You won’t look at your neighbourhood cafe or its workers in quite the same way after watching “Performance Review,” Rosamund Small’s intimate, insightful solo show about surviving a series of bad jobs and living to tell the tales.
“Bad jobs” might feel like an exaggeration. On the surface, most of the gigs Small recounts are fine, and some, like working at a prestigious Toronto theatre company or on an American TV show, even seem glamorous. But they’re full of unequal power dynamics and some quiet examples of abuse that will jolt your nervous system as much as a triple espresso.
By the way, before the show begins you can order that espresso, and other drinks and treats, at the play’s site-specific venue, Morning Parade Coffee Bar, located across from Trinity Bellwoods Park.
The cosy setting — with a capacity of just over 30 — is appropriate, because Small’s first story chronicles her time working at a Second Cup cafe. Taking the proverbial “year off to find herself,” Small’s wide-eyed, unnamed 18-year-old protagonist enjoys connecting with the store’s regulars — including a mysterious male customer who only wants her to serve him and leaves bigger and bigger tips after each visit.
What begins as a potentially lucrative way to delay attending university soon becomes intertwined with microaggressions from her co-workers and boss. And since Small’s character already exudes a lack of self-confidence, the whimsical, capricious nature of her wealthy patron indirectly makes her question her worth — all of which becomes more complicated when the store closes.
Over the next hour, still wearing her cafe worker apron — as if to reinforce her permanent server status — Small takes us through moments from five more jobs over a dozen or so years, each sequence separated by a blackout and humming from Heidi Chan’s sound design to help us process what came before.
One of these jobs involves being a playwright-in-training for a gregarious, charismatic artistic director of a theatre company who is expert at networking but kind of handsy (he’ll soon be accused of sexual harassment). Another involves starting up a progressive, non-hierarchical theatre company that, when the lights go down, proves to be hierarchical in another way.
It’s not just men who are at fault in these stories. A female TV showrunner in an early sequence pits employee against employee. And in a particularly devastating scene, a woman who obviously knows a theatre director is a serial abuser talks around the issue with Small’s character.
Because of the play’s structure, we don’t get to spend very much time with the play’s secondary characters before we move onto others, but the author, guided by Mitchell Cushman, Outside the March founding artistic director, paints them with such exquisite detail that they pop.
Small, who won a Dora Award for the immersive and interactive play “Vitals,” also includes motifs that lend the play momentum and a sense of unity. In times of extreme duress, her protagonist breaks down and contemplates self-harm: she thinks about shattering a glass and eating the shards, for instance, or what it would be like to swallow a marble whole.
Some additional details about her life, however, or the recurring presence of a best friend or family member, might add more texture to this character’s world. And while the writing is skilful, a more experienced actor (this is Small’s debut performance) could add needed nuance.
Still, as with many Outside the March productions, much of the play’s power comes from its setting (Anahita Dehbonehie is production designer). Thanks to unobtrusive lights and props placed throughout the space — which is still being used as a cafe during the day — certain moments hum with theatricality.
During one scene, two overhead lights capture Small, her vulnerable body on the cafe’s counter, as she struggles against an intruder. In a contrasting comic moment, Small’s character rushes to a train and she flicks a switch on an espresso maker to mimic the sound of an old-fashioned engine.
“Performance Review,” which sold out its run but added more performances, is the first show in Outside the March’s 15th-anniversary season.
The company has adopted a “pop-up” model of community partnership that, thanks to portable tech elements, will use the city as its stage.
Can’t wait to see what they brew next.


● **Exercise**:
Return every entry exactly as written.

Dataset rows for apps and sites
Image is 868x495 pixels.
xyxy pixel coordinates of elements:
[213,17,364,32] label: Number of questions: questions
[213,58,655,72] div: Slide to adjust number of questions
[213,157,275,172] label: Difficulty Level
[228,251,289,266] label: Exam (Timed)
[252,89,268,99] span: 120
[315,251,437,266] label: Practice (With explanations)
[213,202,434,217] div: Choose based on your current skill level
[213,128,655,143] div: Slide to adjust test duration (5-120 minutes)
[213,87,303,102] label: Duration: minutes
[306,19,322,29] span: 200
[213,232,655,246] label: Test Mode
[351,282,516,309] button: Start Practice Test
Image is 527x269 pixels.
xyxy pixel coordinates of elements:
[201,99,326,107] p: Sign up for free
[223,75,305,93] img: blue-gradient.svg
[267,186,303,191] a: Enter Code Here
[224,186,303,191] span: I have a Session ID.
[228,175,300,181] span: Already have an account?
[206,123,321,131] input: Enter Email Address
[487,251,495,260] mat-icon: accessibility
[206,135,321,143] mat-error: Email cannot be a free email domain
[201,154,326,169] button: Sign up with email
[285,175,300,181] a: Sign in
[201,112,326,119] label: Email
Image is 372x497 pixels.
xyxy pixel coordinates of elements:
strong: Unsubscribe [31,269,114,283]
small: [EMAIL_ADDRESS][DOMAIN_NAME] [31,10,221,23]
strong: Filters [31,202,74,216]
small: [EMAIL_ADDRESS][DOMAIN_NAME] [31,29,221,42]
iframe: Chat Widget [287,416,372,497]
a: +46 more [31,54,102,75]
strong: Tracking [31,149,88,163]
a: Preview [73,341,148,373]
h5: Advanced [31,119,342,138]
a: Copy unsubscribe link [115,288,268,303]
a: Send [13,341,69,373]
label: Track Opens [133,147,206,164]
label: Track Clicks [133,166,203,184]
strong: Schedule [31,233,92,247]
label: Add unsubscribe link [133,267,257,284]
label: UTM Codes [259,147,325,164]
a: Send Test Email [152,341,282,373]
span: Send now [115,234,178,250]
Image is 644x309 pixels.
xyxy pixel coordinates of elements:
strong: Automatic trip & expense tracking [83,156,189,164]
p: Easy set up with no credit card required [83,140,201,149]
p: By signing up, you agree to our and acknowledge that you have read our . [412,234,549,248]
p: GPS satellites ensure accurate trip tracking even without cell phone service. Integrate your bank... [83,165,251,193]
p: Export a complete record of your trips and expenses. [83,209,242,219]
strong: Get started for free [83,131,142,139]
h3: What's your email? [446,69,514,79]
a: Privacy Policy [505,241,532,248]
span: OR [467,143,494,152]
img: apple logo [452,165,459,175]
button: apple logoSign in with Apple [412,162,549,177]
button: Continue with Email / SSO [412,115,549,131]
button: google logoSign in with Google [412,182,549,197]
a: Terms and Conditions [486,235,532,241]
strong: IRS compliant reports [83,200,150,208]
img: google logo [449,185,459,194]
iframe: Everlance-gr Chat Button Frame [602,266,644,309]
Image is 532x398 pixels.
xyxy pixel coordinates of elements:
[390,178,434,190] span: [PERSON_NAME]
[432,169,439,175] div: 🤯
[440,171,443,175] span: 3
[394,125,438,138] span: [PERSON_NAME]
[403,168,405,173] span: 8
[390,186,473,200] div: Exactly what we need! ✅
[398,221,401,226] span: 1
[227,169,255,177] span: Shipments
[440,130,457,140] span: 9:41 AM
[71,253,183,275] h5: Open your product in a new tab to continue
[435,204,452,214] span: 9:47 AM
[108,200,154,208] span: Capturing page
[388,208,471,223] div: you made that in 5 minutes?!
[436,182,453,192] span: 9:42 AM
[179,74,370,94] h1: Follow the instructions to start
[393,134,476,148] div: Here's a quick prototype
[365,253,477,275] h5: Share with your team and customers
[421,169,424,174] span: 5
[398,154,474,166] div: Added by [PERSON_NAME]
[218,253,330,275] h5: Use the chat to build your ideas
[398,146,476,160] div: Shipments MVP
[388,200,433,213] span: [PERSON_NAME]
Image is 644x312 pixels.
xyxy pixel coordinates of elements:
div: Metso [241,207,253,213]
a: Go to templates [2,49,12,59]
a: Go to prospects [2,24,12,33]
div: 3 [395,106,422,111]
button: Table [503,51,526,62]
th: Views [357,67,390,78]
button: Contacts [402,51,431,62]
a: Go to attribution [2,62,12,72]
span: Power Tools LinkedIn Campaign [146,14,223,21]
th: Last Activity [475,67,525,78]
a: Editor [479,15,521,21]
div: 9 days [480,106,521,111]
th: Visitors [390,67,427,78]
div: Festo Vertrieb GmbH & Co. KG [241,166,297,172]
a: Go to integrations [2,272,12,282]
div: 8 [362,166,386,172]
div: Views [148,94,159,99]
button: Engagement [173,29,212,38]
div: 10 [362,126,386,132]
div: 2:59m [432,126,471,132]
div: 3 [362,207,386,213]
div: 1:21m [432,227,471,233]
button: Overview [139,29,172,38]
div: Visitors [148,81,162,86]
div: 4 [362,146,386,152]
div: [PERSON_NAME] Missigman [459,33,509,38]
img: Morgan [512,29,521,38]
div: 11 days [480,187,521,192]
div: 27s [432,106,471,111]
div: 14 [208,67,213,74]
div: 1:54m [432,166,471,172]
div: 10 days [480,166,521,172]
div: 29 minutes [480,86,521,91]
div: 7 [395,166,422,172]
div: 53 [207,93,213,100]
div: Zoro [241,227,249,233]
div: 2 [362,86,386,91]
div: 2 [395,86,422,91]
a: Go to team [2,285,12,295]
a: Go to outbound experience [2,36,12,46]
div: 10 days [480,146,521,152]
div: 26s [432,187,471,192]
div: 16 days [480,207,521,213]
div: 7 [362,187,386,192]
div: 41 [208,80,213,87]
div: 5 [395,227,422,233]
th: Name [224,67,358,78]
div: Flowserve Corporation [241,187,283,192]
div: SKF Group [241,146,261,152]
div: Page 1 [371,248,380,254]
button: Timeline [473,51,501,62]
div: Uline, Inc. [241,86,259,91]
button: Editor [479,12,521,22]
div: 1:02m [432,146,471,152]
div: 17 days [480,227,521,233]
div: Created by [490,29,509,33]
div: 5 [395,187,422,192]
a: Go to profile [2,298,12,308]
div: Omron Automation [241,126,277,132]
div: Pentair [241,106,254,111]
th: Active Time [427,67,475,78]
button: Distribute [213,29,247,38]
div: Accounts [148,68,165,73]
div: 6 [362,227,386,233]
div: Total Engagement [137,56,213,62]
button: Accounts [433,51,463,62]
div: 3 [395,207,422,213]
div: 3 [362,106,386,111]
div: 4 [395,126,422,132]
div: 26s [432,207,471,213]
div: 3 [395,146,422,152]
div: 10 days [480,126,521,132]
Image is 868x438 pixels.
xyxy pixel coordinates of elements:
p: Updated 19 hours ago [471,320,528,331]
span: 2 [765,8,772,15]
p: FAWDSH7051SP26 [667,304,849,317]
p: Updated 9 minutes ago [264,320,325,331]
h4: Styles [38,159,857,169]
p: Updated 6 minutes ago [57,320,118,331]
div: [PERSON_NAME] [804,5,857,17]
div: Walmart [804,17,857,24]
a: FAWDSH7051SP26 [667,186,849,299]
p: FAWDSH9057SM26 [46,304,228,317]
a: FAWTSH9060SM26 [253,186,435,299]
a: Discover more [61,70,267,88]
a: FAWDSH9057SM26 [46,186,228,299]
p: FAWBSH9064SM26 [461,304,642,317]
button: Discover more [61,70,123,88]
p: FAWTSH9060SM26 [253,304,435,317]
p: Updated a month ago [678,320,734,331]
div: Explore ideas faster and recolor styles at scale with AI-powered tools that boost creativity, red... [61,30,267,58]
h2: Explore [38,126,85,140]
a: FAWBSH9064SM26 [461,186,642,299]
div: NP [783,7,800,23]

● **Exercise output**:
Image is 868x495 pixels.
xyxy pixel coordinates of elements:
[213,17,364,32] label: Number of questions: questions
[213,58,655,72] div: Slide to adjust number of questions
[213,157,275,172] label: Difficulty Level
[228,251,289,266] label: Exam (Timed)
[252,89,268,99] span: 120
[315,251,437,266] label: Practice (With explanations)
[213,202,434,217] div: Choose based on your current skill level
[213,128,655,143] div: Slide to adjust test duration (5-120 minutes)
[213,87,303,102] label: Duration: minutes
[306,19,322,29] span: 200
[213,232,655,246] label: Test Mode
[351,282,516,309] button: Start Practice Test
Image is 527x269 pixels.
xyxy pixel coordinates of elements:
[201,99,326,107] p: Sign up for free
[223,75,305,93] img: blue-gradient.svg
[267,186,303,191] a: Enter Code Here
[224,186,303,191] span: I have a Session ID.
[228,175,300,181] span: Already have an account?
[206,123,321,131] input: Enter Email Address
[487,251,495,260] mat-icon: accessibility
[206,135,321,143] mat-error: Email cannot be a free email domain
[201,154,326,169] button: Sign up with email
[285,175,300,181] a: Sign in
[201,112,326,119] label: Email
Image is 372x497 pixels.
xyxy pixel coordinates of elements:
strong: Unsubscribe [31,269,114,283]
small: [EMAIL_ADDRESS][DOMAIN_NAME] [31,10,221,23]
strong: Filters [31,202,74,216]
small: [EMAIL_ADDRESS][DOMAIN_NAME] [31,29,221,42]
iframe: Chat Widget [287,416,372,497]
a: +46 more [31,54,102,75]
strong: Tracking [31,149,88,163]
a: Preview [73,341,148,373]
h5: Advanced [31,119,342,138]
a: Copy unsubscribe link [115,288,268,303]
a: Send [13,341,69,373]
label: Track Opens [133,147,206,164]
label: Track Clicks [133,166,203,184]
strong: Schedule [31,233,92,247]
label: Add unsubscribe link [133,267,257,284]
label: UTM Codes [259,147,325,164]
a: Send Test Email [152,341,282,373]
span: Send now [115,234,178,250]
Image is 644x309 pixels.
xyxy pixel coordinates of elements:
strong: Automatic trip & expense tracking [83,156,189,164]
p: Easy set up with no credit card required [83,140,201,149]
p: By signing up, you agree to our and acknowledge that you have read our . [412,234,549,248]
p: GPS satellites ensure accurate trip tracking even without cell phone service. Integrate your bank... [83,165,251,193]
p: Export a complete record of your trips and expenses. [83,209,242,219]
strong: Get started for free [83,131,142,139]
h3: What's your email? [446,69,514,79]
a: Privacy Policy [505,241,532,248]
span: OR [467,143,494,152]
img: apple logo [452,165,459,175]
button: apple logoSign in with Apple [412,162,549,177]
button: Continue with Email / SSO [412,115,549,131]
button: google logoSign in with Google [412,182,549,197]
a: Terms and Conditions [486,235,532,241]
strong: IRS compliant reports [83,200,150,208]
img: google logo [449,185,459,194]
iframe: Everlance-gr Chat Button Frame [602,266,644,309]
Image is 532x398 pixels.
xyxy pixel coordinates of elements:
[390,178,434,190] span: [PERSON_NAME]
[432,169,439,175] div: 🤯
[440,171,443,175] span: 3
[394,125,438,138] span: [PERSON_NAME]
[403,168,405,173] span: 8
[390,186,473,200] div: Exactly what we need! ✅
[398,221,401,226] span: 1
[227,169,255,177] span: Shipments
[440,130,457,140] span: 9:41 AM
[71,253,183,275] h5: Open your product in a new tab to continue
[435,204,452,214] span: 9:47 AM
[108,200,154,208] span: Capturing page
[388,208,471,223] div: you made that in 5 minutes?!
[436,182,453,192] span: 9:42 AM
[179,74,370,94] h1: Follow the instructions to start
[393,134,476,148] div: Here's a quick prototype
[365,253,477,275] h5: Share with your team and customers
[421,169,424,174] span: 5
[398,154,474,166] div: Added by [PERSON_NAME]
[218,253,330,275] h5: Use the chat to build your ideas
[398,146,476,160] div: Shipments MVP
[388,200,433,213] span: [PERSON_NAME]
Image is 644x312 pixels.
xyxy pixel coordinates of elements:
div: Metso [241,207,253,213]
a: Go to templates [2,49,12,59]
a: Go to prospects [2,24,12,33]
div: 3 [395,106,422,111]
button: Table [503,51,526,62]
th: Views [357,67,390,78]
button: Contacts [402,51,431,62]
a: Go to attribution [2,62,12,72]
span: Power Tools LinkedIn Campaign [146,14,223,21]
th: Last Activity [475,67,525,78]
a: Editor [479,15,521,21]
div: 9 days [480,106,521,111]
th: Visitors [390,67,427,78]
div: Festo Vertrieb GmbH & Co. KG [241,166,297,172]
a: Go to integrations [2,272,12,282]
div: 8 [362,166,386,172]
div: Views [148,94,159,99]
button: Engagement [173,29,212,38]
div: 10 [362,126,386,132]
div: 2:59m [432,126,471,132]
div: 3 [362,207,386,213]
div: 1:21m [432,227,471,233]
button: Overview [139,29,172,38]
div: Visitors [148,81,162,86]
div: 4 [362,146,386,152]
div: [PERSON_NAME] Missigman [459,33,509,38]
img: Morgan [512,29,521,38]
div: 11 days [480,187,521,192]
div: 27s [432,106,471,111]
div: 14 [208,67,213,74]
div: 1:54m [432,166,471,172]
div: 10 days [480,166,521,172]
div: 29 minutes [480,86,521,91]
div: 7 [395,166,422,172]
div: 53 [207,93,213,100]
div: Zoro [241,227,249,233]
div: 2 [362,86,386,91]
div: 2 [395,86,422,91]
a: Go to team [2,285,12,295]
a: Go to outbound experience [2,36,12,46]
div: 10 days [480,146,521,152]
div: 26s [432,187,471,192]
div: 16 days [480,207,521,213]
div: 7 [362,187,386,192]
div: 41 [208,80,213,87]
div: 5 [395,227,422,233]
th: Name [224,67,358,78]
div: Flowserve Corporation [241,187,283,192]
div: SKF Group [241,146,261,152]
div: Page 1 [371,248,380,254]
button: Timeline [473,51,501,62]
div: Uline, Inc. [241,86,259,91]
button: Editor [479,12,521,22]
div: 1:02m [432,146,471,152]
div: 17 days [480,227,521,233]
div: Created by [490,29,509,33]
div: 5 [395,187,422,192]
a: Go to profile [2,298,12,308]
div: Omron Automation [241,126,277,132]
div: Pentair [241,106,254,111]
th: Active Time [427,67,475,78]
button: Distribute [213,29,247,38]
div: Accounts [148,68,165,73]
div: 6 [362,227,386,233]
div: Total Engagement [137,56,213,62]
button: Accounts [433,51,463,62]
div: 3 [395,207,422,213]
div: 3 [362,106,386,111]
div: 4 [395,126,422,132]
div: 26s [432,207,471,213]
div: 3 [395,146,422,152]
div: 10 days [480,126,521,132]
Image is 868x438 pixels.
xyxy pixel coordinates of elements:
p: Updated 19 hours ago [471,320,528,331]
span: 2 [765,8,772,15]
p: FAWDSH7051SP26 [667,304,849,317]
p: Updated 9 minutes ago [264,320,325,331]
h4: Styles [38,159,857,169]
p: Updated 6 minutes ago [57,320,118,331]
div: [PERSON_NAME] [804,5,857,17]
div: Walmart [804,17,857,24]
a: FAWDSH7051SP26 [667,186,849,299]
p: FAWDSH9057SM26 [46,304,228,317]
a: FAWTSH9060SM26 [253,186,435,299]
a: Discover more [61,70,267,88]
a: FAWDSH9057SM26 [46,186,228,299]
p: FAWBSH9064SM26 [461,304,642,317]
button: Discover more [61,70,123,88]
p: FAWTSH9060SM26 [253,304,435,317]
p: Updated a month ago [678,320,734,331]
div: Explore ideas faster and recolor styles at scale with AI-powered tools that boost creativity, red... [61,30,267,58]
h2: Explore [38,126,85,140]
a: FAWBSH9064SM26 [461,186,642,299]
div: NP [783,7,800,23]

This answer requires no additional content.